Here’s the best advice you’ll ever get about using Snapchat to market your restaurant; Don’t waste your time.
Snapchat is an excellent, beautiful and very fun social network to use. It has a great audience. It’s very visual, it’s great for creativity and it is most certainly the talk of the town right now. With more than 150 million users (more than Twitter), it totally makes sense why restaurants would think about using it for a marketing channel.
It’s still not worth your efforts.
It’s a content channel that’s very difficult to manage with a sizable learning curve. More importantly, effective use of Snapchat requires constant and consistent creative content. Even if you were a content production machine, and let’s face it, you aren’t, there is also no native way to track activity or engagement beyond views or comments.
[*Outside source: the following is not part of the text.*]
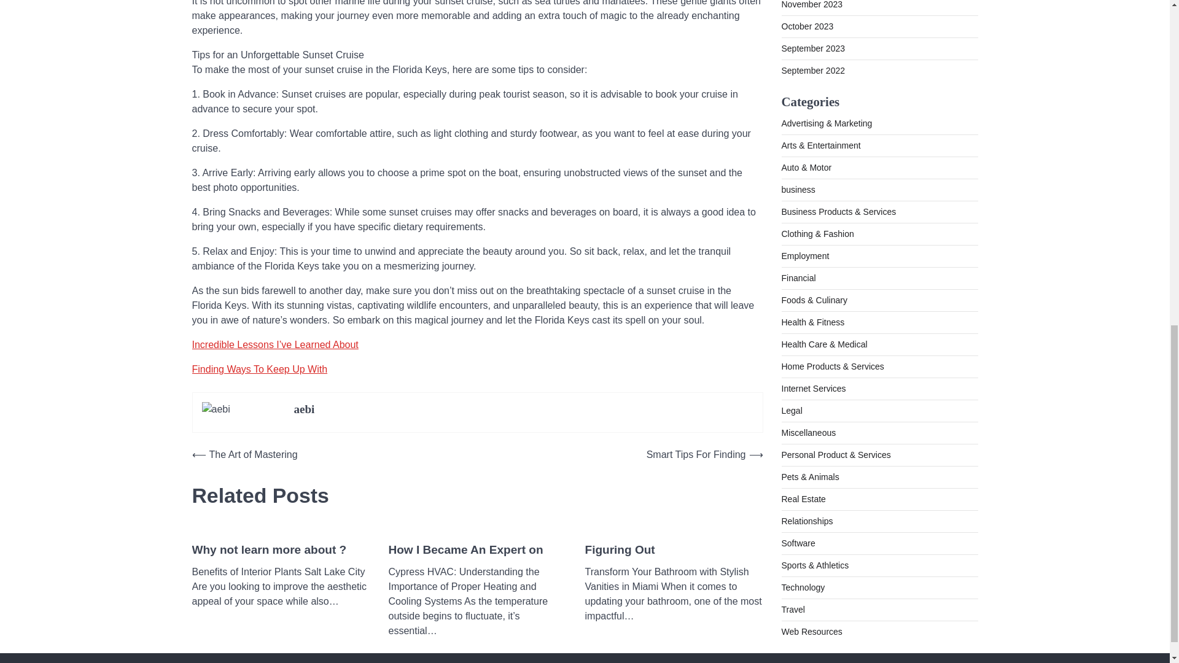 This screenshot has width=1179, height=663. I want to click on September 2023, so click(813, 1).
If you’re a restaurant, bar or other hospitality business this means you can’t drive reservations, ticketing, coupon downloads, email subscriptions or really any other form of trackable ROI.
Snapchat is really only a viable marketing channel that very large restaurant brands, like Taco Bell or McDonald’s, should be in the business of using. If your brand has a sizeable marketing budget and a staff big enough that you can be extremely creative, post regularly and not really have concern for trackable ROI then, it’s absolutely a creative fun and engaging tool to put in your marketing utility belt.
Still thinking about using it? At the time I wrote this blog McDonald’s, the largest restaurant brand on the social network, had not updated their channel in the past 24 hours.
Photo from Mashable.
Taco Bell only had this to offer:
If you are a small business, restaurant or bar, even with multiple locations, you’re far far far better off spending your time doing any of the following:
- Optimizing your website for local search
- Updating Facebook or Instagram on a daily basis
- Responding to ratings and reviews on sites like Yelp Facebook and TripAdvisor.
Snapchat when used for bars and restaurants to give a behind-the-scenes look or to share a great customer experience, could be really engaging to users, but definitely not as useful as some of the other tools designed specifically to help market in the restaurant business. When you have one or two locations, a small menu or a small staff, it’s hard to be consistently creative without just repeating the same type of material.
The other thing to keep in mind about Snapchat is that the content that you create disappears within 24 hours. For a restaurant to be searchable with good SEO practices, you’re going to want to leave a much larger footprint online. When someone searches “best Burger near me,” Snaps are going to do absolutely nothing to help you.
It would be better use of your time to post delicious photos of your food on your Google My Business or Yelp page than it ever would be to ever post an expiring video on Snapchat.
If you absolutely love the format of Snapchat videos, instead I suggest you check out Instagram stories. It operates inside the Instagram experience of your brand page, looks and feels like Snapchat and can be used to enhance the content you are already posting on a regular basis on the social network.
You are posting content on a regular basis to your Instagram account … right?
KEY TAKEAWAY
- In the life of a busy restaurant operator or marketing person, Snapchat has no clickable actions that can help you to drive actions. Better to spend your time responding to ratings and review sites or updating Facebook and Instagram on a daily basis.
Now go eat a Burger and think about it.
Schiller’s Liquor Bar
http://www.schillersny.com/
131 Rivington St
New York, NY 10002
Schiller’s Juicy Lucy Burger – stuffed with muenster cheese, then topped with red wine onion-bacon jam and Schiller’s Special Sauce, served on a seeded Balthazar Bun. Paired with Napa Valley Cabernet Sauvignon. This has nothing to do with Snapchat, but you can register to win this Burger pairing and others like it by visiting the Somms and Sliders website.